Fix SSRF (Server Side Request Forgery) in ElysiaJS
Server-Side Request Forgery (SSRF) in ElysiaJS occurs when an application fetches a remote resource based on user-supplied input without proper validation. In a Bun/Elysia environment, this typically involves the native 'fetch' API. Attackers exploit this to scan internal networks, access cloud metadata services (like 169.254.169.254), or bypass firewalls by making the server act as a proxy.
The Vulnerable Pattern
import { Elysia } from 'elysia';
new Elysia() .get(‘/fetch-metadata’, async ({ query }) => { // DANGER: Direct use of user input in fetch() const response = await fetch(query.url); return await response.text(); }) .listen(3000);
The Secure Implementation
The secure implementation mitigates SSRF by applying three layers of defense. First, it uses Elysia's TypeBox integration to ensure the input is at least a valid URI format. Second, it parses the string into a URL object to prevent obfuscation attacks (like @ symbols in the hostname). Third, it enforces a strict allowlist of domains and protocols, preventing the server from reaching out to internal IPs, loopback addresses, or cloud-specific metadata endpoints. Additionally, a timeout is implemented to prevent 'Blind SSRF' scenarios where an attacker tries to exhaust server resources by pointing to a slow-responding internal service.
import { Elysia, t } from 'elysia';const ALLOWED_HOSTS = [‘api.trusted-partner.com’, ‘static.mysite.com’];
new Elysia() .get(‘/fetch-metadata’, async ({ query, set }) => { try { const targetUrl = new URL(query.url);
// 1. Protocol Whitelisting if (targetUrl.protocol !== 'http:' && targetUrl.protocol !== 'https:') { set.status = 400; return { error: 'Invalid protocol' }; } // 2. Domain Whitelisting if (!ALLOWED_HOSTS.includes(targetUrl.hostname)) { set.status = 403; return { error: 'Forbidden target' }; } const response = await fetch(targetUrl.toString(), { signal: AbortSignal.timeout(5000) // 3. Prevent DoS via hanging requests }); return await response.text(); } catch (e) { set.status = 400; return { error: 'Malformed URL' }; }
}, { query: t.Object({ url: t.String({ format: ‘uri’ }) }) }) .listen(3000);
Your ElysiaJS API
might be exposed to SSRF (Server Side Request Forgery)
74% of ElysiaJS apps fail this check. Hackers use automated scanners to find this specific flaw. Check your codebase before they do.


WHAT YOU ARE ASKED TO DO ▸ Produce a verbatim copy of the lines from the one holding "The image is [1024, 685]. Detect clothing." through the last line of the listing, and nothing else.

Start of MATERIAL FOR THIS TASK

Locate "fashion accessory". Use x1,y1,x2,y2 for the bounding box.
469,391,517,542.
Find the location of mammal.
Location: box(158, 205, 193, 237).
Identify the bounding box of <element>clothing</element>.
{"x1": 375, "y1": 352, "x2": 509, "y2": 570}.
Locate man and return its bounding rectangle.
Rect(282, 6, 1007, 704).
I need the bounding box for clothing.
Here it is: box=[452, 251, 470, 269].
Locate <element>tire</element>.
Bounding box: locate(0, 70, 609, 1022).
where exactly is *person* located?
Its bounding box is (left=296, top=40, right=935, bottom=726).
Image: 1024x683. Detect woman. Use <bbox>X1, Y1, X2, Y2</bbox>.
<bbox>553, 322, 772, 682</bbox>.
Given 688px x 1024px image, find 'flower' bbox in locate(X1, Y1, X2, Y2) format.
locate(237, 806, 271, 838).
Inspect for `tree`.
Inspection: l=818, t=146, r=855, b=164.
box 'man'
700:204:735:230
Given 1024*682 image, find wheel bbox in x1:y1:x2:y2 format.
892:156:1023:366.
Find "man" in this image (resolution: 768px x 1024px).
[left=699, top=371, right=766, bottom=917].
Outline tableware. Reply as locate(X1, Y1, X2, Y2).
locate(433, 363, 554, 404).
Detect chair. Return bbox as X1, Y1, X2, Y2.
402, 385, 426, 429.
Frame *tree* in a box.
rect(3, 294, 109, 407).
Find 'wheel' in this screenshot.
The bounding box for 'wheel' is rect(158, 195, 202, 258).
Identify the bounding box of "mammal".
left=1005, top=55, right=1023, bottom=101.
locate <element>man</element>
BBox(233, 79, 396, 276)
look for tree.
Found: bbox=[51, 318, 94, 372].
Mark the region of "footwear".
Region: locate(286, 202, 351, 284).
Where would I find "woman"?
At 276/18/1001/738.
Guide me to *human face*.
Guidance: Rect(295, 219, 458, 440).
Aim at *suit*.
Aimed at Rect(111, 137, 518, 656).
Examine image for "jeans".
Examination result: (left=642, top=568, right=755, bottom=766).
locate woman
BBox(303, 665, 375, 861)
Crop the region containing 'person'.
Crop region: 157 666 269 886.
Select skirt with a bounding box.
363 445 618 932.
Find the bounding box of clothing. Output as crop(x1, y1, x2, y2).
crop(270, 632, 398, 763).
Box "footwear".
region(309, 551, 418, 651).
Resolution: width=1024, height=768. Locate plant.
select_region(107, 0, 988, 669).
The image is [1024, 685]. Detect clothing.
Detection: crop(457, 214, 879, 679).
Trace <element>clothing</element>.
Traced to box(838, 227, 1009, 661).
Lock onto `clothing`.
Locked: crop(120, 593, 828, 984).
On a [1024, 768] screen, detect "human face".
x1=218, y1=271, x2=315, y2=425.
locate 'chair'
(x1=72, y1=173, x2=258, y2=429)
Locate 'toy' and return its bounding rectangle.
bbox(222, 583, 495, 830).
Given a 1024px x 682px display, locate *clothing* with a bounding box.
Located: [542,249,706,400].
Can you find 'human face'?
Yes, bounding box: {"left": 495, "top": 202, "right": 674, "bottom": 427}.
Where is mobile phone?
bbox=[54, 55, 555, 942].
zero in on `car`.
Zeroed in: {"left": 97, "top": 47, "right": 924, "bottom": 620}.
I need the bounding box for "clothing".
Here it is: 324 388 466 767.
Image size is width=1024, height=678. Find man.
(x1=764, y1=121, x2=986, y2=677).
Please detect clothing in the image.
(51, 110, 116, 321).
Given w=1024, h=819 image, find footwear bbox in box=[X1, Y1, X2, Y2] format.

End of MATERIAL FOR THIS TASK

RESULT OF THIS EXERCISE ▸
The image is [1024, 685]. Detect clothing.
Detection: crop(457, 214, 879, 679).
Trace <element>clothing</element>.
Traced to box(838, 227, 1009, 661).
Lock onto `clothing`.
Locked: crop(120, 593, 828, 984).
On a [1024, 768] screen, detect "human face".
x1=218, y1=271, x2=315, y2=425.
locate 'chair'
(x1=72, y1=173, x2=258, y2=429)
Locate 'toy' and return its bounding rectangle.
bbox(222, 583, 495, 830).
Given a 1024px x 682px display, locate *clothing* with a bounding box.
Located: [542,249,706,400].
Can you find 'human face'?
Yes, bounding box: {"left": 495, "top": 202, "right": 674, "bottom": 427}.
Where is mobile phone?
bbox=[54, 55, 555, 942].
zero in on `car`.
Zeroed in: {"left": 97, "top": 47, "right": 924, "bottom": 620}.
I need the bounding box for "clothing".
Here it is: 324 388 466 767.
Image size is width=1024, height=678. Find man.
(x1=764, y1=121, x2=986, y2=677).
Please detect clothing in the image.
(51, 110, 116, 321).
Given w=1024, h=819 image, find footwear bbox in box=[X1, Y1, X2, Y2] format.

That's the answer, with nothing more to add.